There’s nothing wrong with the novel’s surprising realist tendencies, and besides I doubt it’s possible definitely to separate realism from naturalism. But I was a little disappointed by how little the novel emphasized determinism. On reflection, I think that’s not because I think determinism explains the world but because what I like most in Zola is when the naturalist stuff—the ways in which characters are conditioned to experience things—comes out indirectly in the text rather than being baldly asserted by it, as if they were mere instructions for an experiment set by the writer.

Mostly what I missed here in comparison to other Zola novels I’ve read is the weird, fantastical stuff, like those extended descriptions of fruits and vegetables in Belly that seem to wriggle free from their creator’s intentions.

Happily, there are a few such moments here. In his admirable introduction, the translator Nelson gives one: an almost Gothic little scene suggesting Pierre and Félicité will never escape the bloodthirstiness of their actions, no matter how rich it’s made them. Here they are, having consoled each other before bed that their troubles will soon be over and fallen into the sleep of the sanctimonious, watched over only by the reflection of the night lamp:

They kissed each other again and fell asleep. The patch of light on the ceiling now seemed to be assuming the shape of a terrified eye, staring unblinking at the pale slumbering couple, who now reeked of crime under their sheets, and were dreaming that they could see blood raining down in big drops and turning into gold coins as they landed on the floor.

Only the narrator sees the “terrified” eye; the couple sees only the perverse transubstantiation of bloody deeds into filthy lucre. It tells you everything you need to know about them that this vision comes to them in dreams rather than nightmares.

A less sanguinary, more coolly ironic detail is the mirror in the city hall, which is shot to pieces by accident but becomes a synecdoche for the blood-thirstiness of the revolutionaries that the good burghers of Plassans must put down at all costs.

Or how about this description of a creep named Vuillet, a bookseller and newspaper publisher, who for purely pigheaded reasons takes the opposing line to Rougon (but is eventually brought to heel by Félicité). In the tumult of the hour, when it is unclear whether the Republicans will take the town, Vuillet sneaks into the post office and gorges himself on secrets:

Never had Vuillet felt so happy.

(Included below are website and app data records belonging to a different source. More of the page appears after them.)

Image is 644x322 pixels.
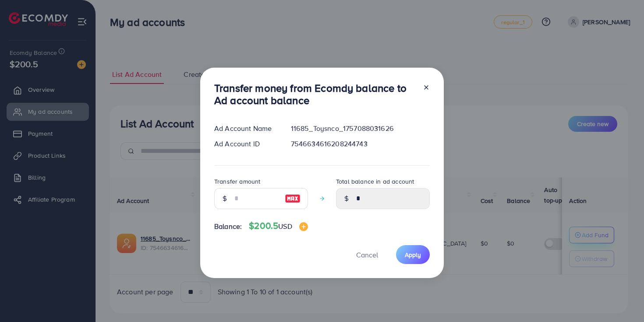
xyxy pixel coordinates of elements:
h4: $200.5 [249,220,308,231]
h3: Transfer money from Ecomdy balance to Ad account balance [215,82,416,107]
span: Apply [405,250,421,259]
span: Cancel [356,250,378,259]
label: Transfer amount [215,177,261,185]
img: image [299,222,308,231]
button: Apply [396,245,430,264]
button: Cancel [345,245,389,264]
div: 7546634616208244743 [284,138,437,149]
label: Total balance in ad account [336,177,415,185]
div: Ad Account ID [207,138,284,149]
iframe: Chat [607,282,637,315]
div: 11685_Toysnco_1757088031626 [284,124,437,133]
img: image [285,193,301,203]
span: Balance: [215,222,242,231]
span: USD [278,222,292,231]
div: Ad Account Name [207,124,284,133]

Since he had been able to slip his little fingers into the mailbag he had tasted the most exquisite pleasures, the pleasures of a prurient priest about to relish the confessions of his penitents. [He’s like someone logging on to Facebook.] All the sly indiscretions, all the vague chatter of sacristies resounded in his ears. He poked his long, pale nose into the letters, gazed amorously at the addresses with his suspicious eyes, felt the envelopes just as young abbes feel the souls of young virgins. He experienced endless enjoyment, he was titillated by endless temptations. The thousand secrets of Plassans lay there. … Vuillet was one of those terribly bitter, cold-blooded gossips who know everything, worm out everything, but never repeat what they know except to deal somebody a mortal blow. He had often longed to plunge his arms into the public letter-box. Since the previous evening the little postmaster’s office had become a big confessional full of shadows and religious mystery, in which he nearly fainted in rapture as he sniffed the letters which exhaled vague longings and trembling confessions.

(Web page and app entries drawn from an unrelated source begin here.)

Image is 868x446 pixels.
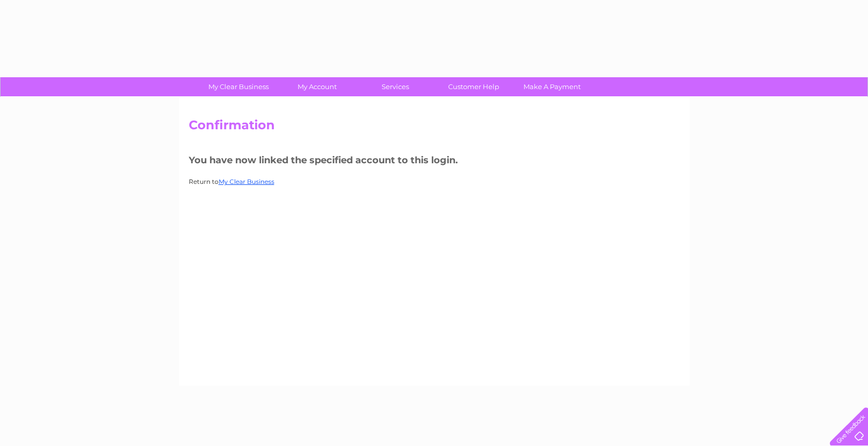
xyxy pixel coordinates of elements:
a: My Account [275,77,360,97]
a: Customer Help [431,77,516,97]
h2: Confirmation [189,118,679,138]
a: My Clear Business [196,77,281,97]
p: Return to [189,177,679,187]
a: Services [353,77,437,97]
a: My Clear Business [219,178,275,186]
a: Make A Payment [509,77,594,97]
h3: You have now linked the specified account to this login. [189,153,679,171]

You can see from the description of Vuillet as molester and the Rougons as murderous profiteers that Zola has no affection for the counter-revolutionaries. But he’s ambivalent about the Republicans, too. Here he is describing their naivety at thinking the rest of the country shares in their ideals:

Intoxicated by their belief in the general insurrection of which they had dreamed, they fancied that France was following their example; they imagined that, on the other side of the Viorne, in that vast ocean of diffuse light, there were endless columns of men rushing like themselves to the defense of the Republic. In their naivety and self-delusion, so characteristic of crowds, their simple minds imagined that victory would be easy.

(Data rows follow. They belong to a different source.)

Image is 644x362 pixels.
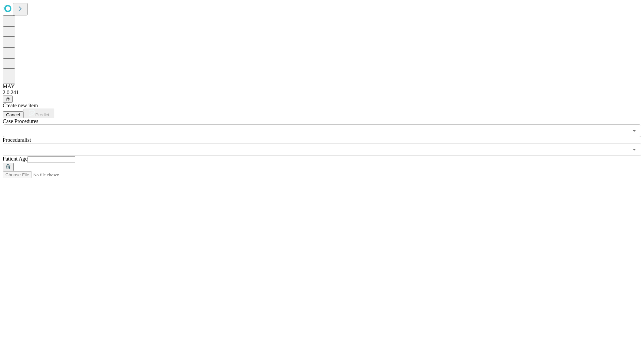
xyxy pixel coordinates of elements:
[36,112,49,117] span: Predict
[5,97,10,102] span: @
[2,83,642,89] div: MAY
[630,145,639,155] button: Open
[2,137,31,143] span: Proceduralist
[2,102,38,108] span: Create new item
[2,156,27,162] span: Patient Age
[23,108,55,118] button: Predict
[2,96,12,102] button: @
[2,118,38,124] span: Scheduled Procedure
[2,112,23,118] button: Cancel
[6,112,20,117] span: Cancel
[630,126,639,136] button: Open
[2,89,642,96] div: 2.0.241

The only people Zola seems to have any affection for are the young lovers Miette and Silvère; when he makes fun of them it is in a teasing, affectionate, kind-hearted way. Here he is describing their nightly parting in a walled-off patch of waste ground called the Aire Saint-Mittre:

Of all the sounds that reached them only one made them feel uneasy, that of the clocks striking slowly in the darkness. At times, when the hour struck they pretended not to hear, at other moments they stopped short as if in protest. But they could not go on forever giving themselves ten minutes grace, and so the time came when they were at last obliged to say goodnight. They would have played and chattered away until dawn, arm in arm, in order to enjoy that strange feeling of breathless excitement that never failed to surprise them. Then Miette reluctantly climbed up on the wall again. But that was not the end, for they would linger over their leave-taking for a good quarter of an hour. When the girl had climbed up on the wall she remained there with her elbows on the coping and her feet supported by the branches of the mulberry tree which she used as a ladder. Silvère, standing on the tombstone, was able to take her hands again, and continue their whispered conversation. They repeated “See you tomorrow!” a dozen times, and yet still found something more to say.

No matter how sweet this young love, it seems ominous that the site of these assignations—so interestingly described in the first chapter (the best in the book)—is a former graveyard. (There’s a ghoulish description of the way, thirty years before, the bodies were dug up and transported, slowly and in full view of the townspeople, with “fragments of bone and handfuls of black soil” scattered at every jolt of the carts to their resting place in the new cemetery.) At such moments, the novel makes us feel the taint or curse that elsewhere it simply asserts.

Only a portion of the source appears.